Corona belongs to Grupo Modelo, whose pending sale to Belgium-based Anheuser-Busch InBev will leave Mexico’s two major beer makers in foreign hands. While the deal hasn’t prompted the nationalistic outcry that it might have in the past, one corner of the market sees opportunity: the growing craft beer industry.
Mexico’s beer culture is primed for a shift in tastes, said Jaime Andreu Galvan, commercial director of Cerveceria Primus, one of Mexico’s up-and-coming microbreweries. "The only beer makers backed by Mexican capital will be artisan. That matters to the Mexican consumer."
Until recently, Mexican beer drinkers haven’t had many options.
Restaurants in Mexico typically sell one of the two dominant lines of beers - never both. Either Grupo Modelo’s brands are on the menu - Corona, Modelo Especial, Negra Modelo, and Victoria - or those belonging to Heineken-owned Cuauhtemoc-Moctezuma - Tecate, Indio, Bohemia, and Dos Equis. At most cantinas, it’s rare to find any of the brews made by Mexico’s 40 craft beer makers.
Yet consumption is growing as offerings expand and an increasing number of bars in urban areas promote variety.
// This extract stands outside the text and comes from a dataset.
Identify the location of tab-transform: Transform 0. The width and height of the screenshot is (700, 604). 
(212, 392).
Mexico City-based Cerveceria Primus makes Tempus. Guadalajara’s Grupo Minerva makes imperial stouts and pale ales of the same name. Together, the two operate a small chain of bars called El Deposito, which offers dozens of craft beers as well as popular imports.
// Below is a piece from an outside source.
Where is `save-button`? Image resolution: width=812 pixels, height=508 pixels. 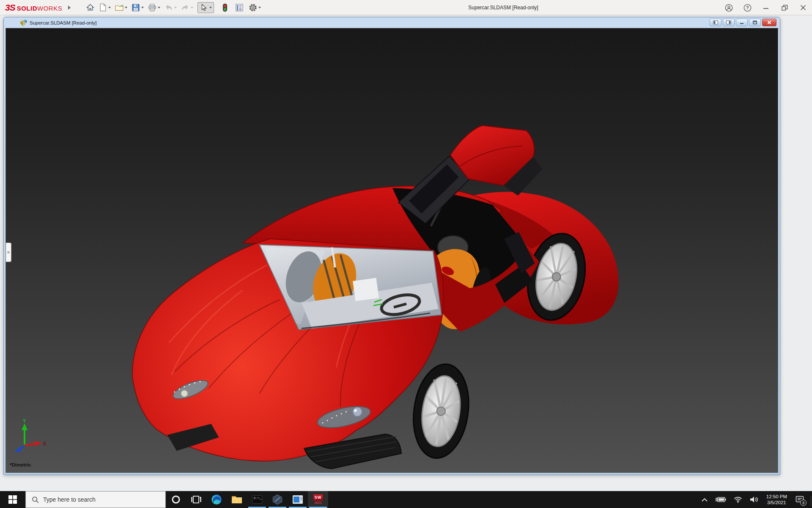 save-button is located at coordinates (136, 8).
Mexican microbreweries believe they may gain an edge when they alone can claim to be Mexican-owned and operated.
Mexico’s craft beer market represented a miniscule 0.3 percent of the total in 2011, according to the Mexican Beer Association. Yet that was double the prior year.
As an emerging economy, one in which a growing middle class has more disposable income and free time, beer volumes are growing. Grupo Modelo is already the country’s No. 1 beer seller, with nearly 60 percent market share. Through the takeover, AB InBev would add Mexico to the list of fast-growing economies where it has dominant market share: 69 percent in Brazil and 77 percent in Argentina; the company is China’s No. 3 beer seller.
Grupo Modelo was once a regional beer maker, beloved in its hometown of Monterrey in Mexico’s northeast and not terribly well known beyond Mexico. Two decades ago, driven to boost exports, the company launched a plan to make Corona a world-class brand and succeeded wildly. Corona’s incredible success has given the company’s other brands entree into the coveted US market.
"The hottest brand in the US beer industry right now is Modelo Especial," said Benj Steinman, editor of Beer Marketer’s Insights. "That’s because Modelo has hit a sweet spot in pricing in a down US economy: A case costs about 1.3 times a case of Bud Light, the top-selling beer - considered a pricing benchmark - while Corona costs about 1.5 times more."
The pricing of Corona, Modelo Especial, and Bud Light in the US market is at the heart of an antitrust lawsuit recently brought by the Justice Department to block the takeover, if ongoing talks between the company and US regulators don’t reach a resolution. If AB InBev controls one of its toughest competitors, will the combined company raise prices across their brands?
Although Modelo was chugging along fine on its own - beer sales in Mexico climbed 10.5 percent in 2011 and export sales rose 7 percent - the company lacks the scale AB InBev can provide, Steinman said. (Grupo Modelo already counted on support from its suitor; AB InBev is purchasing the roughly 50 percent of Grupo Modelo it doesn’t already own.)
Gerardo Copca, an analyst with Mexico City-based Metanalisis, believes that the bigger company might boost competition in the Mexican market, especially if the deal prompts AB InBev to sell more of its brands here at lower prices.
"We know that in the world there are more beers of better quality that aren’t produced in Mexico," Copca said. "We don’t have to drink just this," indicating the beers of the top two makers.
It remains to be seen if Mexico’s homegrown brews - many of them darker and more powerfully flavored - can steal the crown from lighter, lime-topped Corona.